How has Janet turned something grim into something utterly exquisite? She juxtaposes a mirthful title font with a skull composed of stars—a total pleasure once you spot it—to brilliant, sardonic effect. I can only imagine how laborious it must have been to tweak the dimensions of the stars to achieve the perfect read, but the result feels inevitable.
It draws you in from far and demands a closer look, the optical illusion and skull are the perfect combination and says exactly what needs to be said about this book.
Distinctive and bold, I find this to be a very memorable package. Happy to see such a unique and off-beat cover land on a book that’s getting so much attention and critical acclaim.
When on display at Word over the summer, this cover stopped me in my tracks time and time again. The startling mashup—soft, velvety portrait paired with brash, kitschy foil—alights a keen sense of rebellion. Who is Essie? The conflict between type and image begs resolution.
Linda Huang’s repackaging for The War of the Worlds (as well as The Invisible Man) is so fresh, yet it feels nostalgic. The use of just black and white, and the retro font, keeps the design strong and bold.
I love the simplicity and the stark contrast. It’s classy Sci-fi.
A perfectly executed type direction—my favorite kind of cover. The type and color palette do all the heavy lifting here and the result is graphic and memorable.
Stark white + Helvetica will never go out of style.

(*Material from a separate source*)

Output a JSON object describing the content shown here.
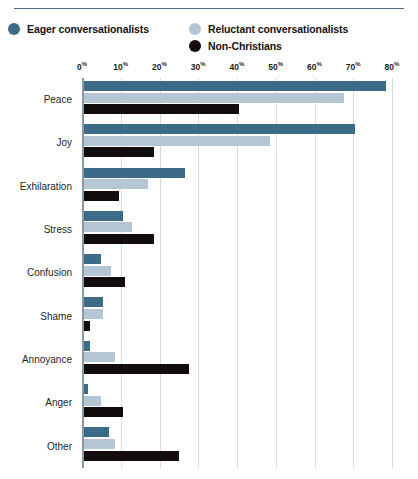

Always feels fresh and bold and right.
Apparently, there’s an unused version of this cover which features the severed head of a unicorn, which I would love to see. Decapitated unicorns aside, this cover is lovely.
One of my design professors encouraged us to read our typography out loud – to assess the voice and volume of our letterforms. This cover doesn’t need to be read; it speaks alllll on its own. An urgent whisper, air rushing through that O, unmoors you. We’re looking up from a well, into a void, and onto a nightmare canvas simultaneously. I would hang this cover in a gallery or museum if I could!
So simple but it sets such a mood.
Ah man, John has been a design hero of mine since I was in college. And this cover is absolutely amazing! This is a repackage of a classic Mexican novella written in 1969. I admit, I haven’t read it, but the summery leaves this dark sense of dread which John’s lettering really drives home. The simplicity of the concept makes this one of those “man I wish I made that”. I tend to gravitate to a solid concept on a cover. And totally a sucker for hand lettering.
The economy of this cover is incredible. So much is articulated with so few elements.
Such a direct idea executed in an indirect way. It looks like Gall drew it once, flipped over, then drew it again. It’s perfectly sloppy. It also reminds me a bit of the poster for The Ring.
A reminder that John is the godfather of cover design and we should all bow down.
I really like that the pieces of the illustrated parts are also illustrated. Love this.